What is Compound Interest?
Compound interest is interest calculated on both the original principal and the interest already earned, so a balance grows faster the longer it compounds. It's the engine behind long-term savings growth and credit card debt alike.
Compound interest is interest earned on both the principal and previously accumulated interest, calculated as A = P(1 + r/n)^(nt), where the balance grows exponentially over time.
Try it: interactive calculator
Step-by-step worked examples
You deposit $2,000 at 4% annual interest, compounded annually (n=1), for 5 years. Find the final amount.
A = P(1+r/n)^(nt) A = 2000×(1+0.04/1)^(1×5) A = 2000×(1.04)^5 (1.04)^5 ≈ 1.2167 A ≈ $2,433.31
$1,000 is invested at 6% annual interest compounded monthly (n=12) for 3 years. Find the final amount.
A = P(1+r/n)^(nt) A = 1000×(1+0.06/12)^(12×3) A = 1000×(1.005)^36 (1.005)^36 ≈ 1.1967 A ≈ $1,196.65
Compare $10,000 at 5% compounded annually (n=1) vs. compounded quarterly (n=4) for 10 years. Which grows more, and what's the difference?
Annual: A = 10000×(1.05)^10 ≈ 10000×1.62889 = $16,288.95 Quarterly: A = 10000×(1+0.05/4)^(4×10) = 10000×(1.0125)^40 ≈ 10000×1.64362 = $16,436.19 Quarterly compounding grows more by about $147.25
Flashcards
Quick quiz
Q1.$1,000 at 10% compounded annually for 2 years. What is A?
Q2.In A=P(1+r/n)^nt, what does 'n' represent?
Q3.Which grows a balance faster at the same annual rate?
Q4.What makes compound interest grow exponentially rather than linearly?
The full card deck, worked steps and AI-tutor support for “What is Compound Interest?” are in Notek — study by hand before your exam.
Common mistakes
Using the annual rate directly when compounding monthly. — Correct: Divide the annual rate by n (e.g. r/12 for monthly) before applying the formula.
Confusing simple interest (P×r×t) with compound interest. — Correct: Simple interest grows linearly; compound interest grows exponentially because interest earns interest.
Forgetting to multiply n×t in the exponent. — Correct: The exponent is the TOTAL number of compounding periods, n times t, not just t.
Assuming more compounding periods always doubles your money faster. — Correct: More frequent compounding helps, but the effect shrinks as n grows very large (it approaches continuous compounding).
FAQ
What is compound interest?
Interest calculated on the principal plus all interest accumulated so far, leading to exponential balance growth.
What is the compound interest formula?
A = P(1 + r/n)^(nt), where P is the principal, r the annual rate, n the compounding frequency, and t the time in years.
How do you calculate compound interest?
Plug principal, annual rate, compounding frequency and time into A = P(1+r/n)^(nt), then subtract P to find the interest earned.
What are examples of compound interest?
Savings accounts, certificates of deposit, and credit card balances all typically use compound interest.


**Exercise objective:** Consider each line of the material below and note whether it holds "this". State how many do, and nothing else.

-=-=-

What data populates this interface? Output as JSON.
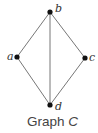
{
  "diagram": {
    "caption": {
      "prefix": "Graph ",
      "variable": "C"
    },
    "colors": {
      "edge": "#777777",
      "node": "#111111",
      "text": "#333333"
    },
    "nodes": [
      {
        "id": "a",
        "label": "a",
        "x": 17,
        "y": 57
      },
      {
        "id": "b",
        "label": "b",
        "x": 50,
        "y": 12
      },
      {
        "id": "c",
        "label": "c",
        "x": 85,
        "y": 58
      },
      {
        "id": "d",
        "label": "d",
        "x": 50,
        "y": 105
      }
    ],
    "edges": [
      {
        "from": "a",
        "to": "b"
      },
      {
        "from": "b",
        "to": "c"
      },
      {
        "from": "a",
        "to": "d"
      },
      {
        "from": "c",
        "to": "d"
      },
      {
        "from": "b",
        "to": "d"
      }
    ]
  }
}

-=-=-

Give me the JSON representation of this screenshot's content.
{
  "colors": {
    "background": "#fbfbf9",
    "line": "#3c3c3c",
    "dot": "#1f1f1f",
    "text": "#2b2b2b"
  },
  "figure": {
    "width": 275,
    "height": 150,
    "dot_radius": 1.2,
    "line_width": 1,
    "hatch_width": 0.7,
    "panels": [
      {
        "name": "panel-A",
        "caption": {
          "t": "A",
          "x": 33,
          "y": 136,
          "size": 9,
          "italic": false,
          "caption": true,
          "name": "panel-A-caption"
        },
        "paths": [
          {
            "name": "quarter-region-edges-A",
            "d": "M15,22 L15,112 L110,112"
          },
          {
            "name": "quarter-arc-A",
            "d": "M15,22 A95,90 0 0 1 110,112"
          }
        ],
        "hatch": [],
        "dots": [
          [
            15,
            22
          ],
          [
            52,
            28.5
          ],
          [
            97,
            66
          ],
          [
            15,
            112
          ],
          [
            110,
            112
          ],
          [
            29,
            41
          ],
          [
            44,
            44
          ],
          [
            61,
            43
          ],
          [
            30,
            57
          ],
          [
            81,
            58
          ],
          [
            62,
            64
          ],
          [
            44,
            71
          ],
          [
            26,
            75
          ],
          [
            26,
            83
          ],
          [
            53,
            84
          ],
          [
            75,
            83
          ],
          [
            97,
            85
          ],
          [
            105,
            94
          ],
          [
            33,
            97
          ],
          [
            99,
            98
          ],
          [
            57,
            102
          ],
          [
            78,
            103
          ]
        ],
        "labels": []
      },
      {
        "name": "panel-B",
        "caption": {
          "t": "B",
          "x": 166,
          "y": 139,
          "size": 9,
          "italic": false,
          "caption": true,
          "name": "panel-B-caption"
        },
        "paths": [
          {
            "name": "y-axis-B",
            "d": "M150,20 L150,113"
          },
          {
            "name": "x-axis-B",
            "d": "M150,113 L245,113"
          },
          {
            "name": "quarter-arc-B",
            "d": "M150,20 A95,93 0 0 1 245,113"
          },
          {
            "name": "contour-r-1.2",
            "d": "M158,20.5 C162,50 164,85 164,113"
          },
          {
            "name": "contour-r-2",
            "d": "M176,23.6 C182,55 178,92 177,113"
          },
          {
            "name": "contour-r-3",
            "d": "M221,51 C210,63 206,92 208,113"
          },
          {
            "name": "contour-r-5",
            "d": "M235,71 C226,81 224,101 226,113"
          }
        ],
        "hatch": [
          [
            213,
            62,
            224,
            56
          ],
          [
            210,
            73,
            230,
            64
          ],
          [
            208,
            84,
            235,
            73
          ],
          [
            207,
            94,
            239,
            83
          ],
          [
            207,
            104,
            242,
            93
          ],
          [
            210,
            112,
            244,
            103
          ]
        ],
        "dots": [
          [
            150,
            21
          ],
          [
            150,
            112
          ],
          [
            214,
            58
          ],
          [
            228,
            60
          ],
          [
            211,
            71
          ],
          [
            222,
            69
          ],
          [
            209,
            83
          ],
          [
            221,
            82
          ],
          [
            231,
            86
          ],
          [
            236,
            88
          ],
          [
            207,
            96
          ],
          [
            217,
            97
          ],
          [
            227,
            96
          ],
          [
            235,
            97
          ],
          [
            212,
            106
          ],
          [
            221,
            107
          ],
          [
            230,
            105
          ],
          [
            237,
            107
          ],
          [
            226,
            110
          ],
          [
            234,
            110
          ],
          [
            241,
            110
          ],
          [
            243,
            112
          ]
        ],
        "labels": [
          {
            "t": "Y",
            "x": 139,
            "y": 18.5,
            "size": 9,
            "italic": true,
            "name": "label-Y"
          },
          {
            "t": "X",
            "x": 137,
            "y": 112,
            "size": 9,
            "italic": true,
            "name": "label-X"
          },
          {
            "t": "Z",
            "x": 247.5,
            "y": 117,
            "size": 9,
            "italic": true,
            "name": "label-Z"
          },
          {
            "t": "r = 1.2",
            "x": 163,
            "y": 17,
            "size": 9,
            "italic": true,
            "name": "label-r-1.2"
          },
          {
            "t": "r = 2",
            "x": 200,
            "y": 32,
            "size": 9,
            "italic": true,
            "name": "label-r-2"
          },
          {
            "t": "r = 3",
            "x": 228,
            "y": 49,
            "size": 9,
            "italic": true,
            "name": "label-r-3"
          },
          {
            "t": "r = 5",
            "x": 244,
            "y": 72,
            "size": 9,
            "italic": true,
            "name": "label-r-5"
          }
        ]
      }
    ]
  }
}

-=-=-

**Exercise solution:** 2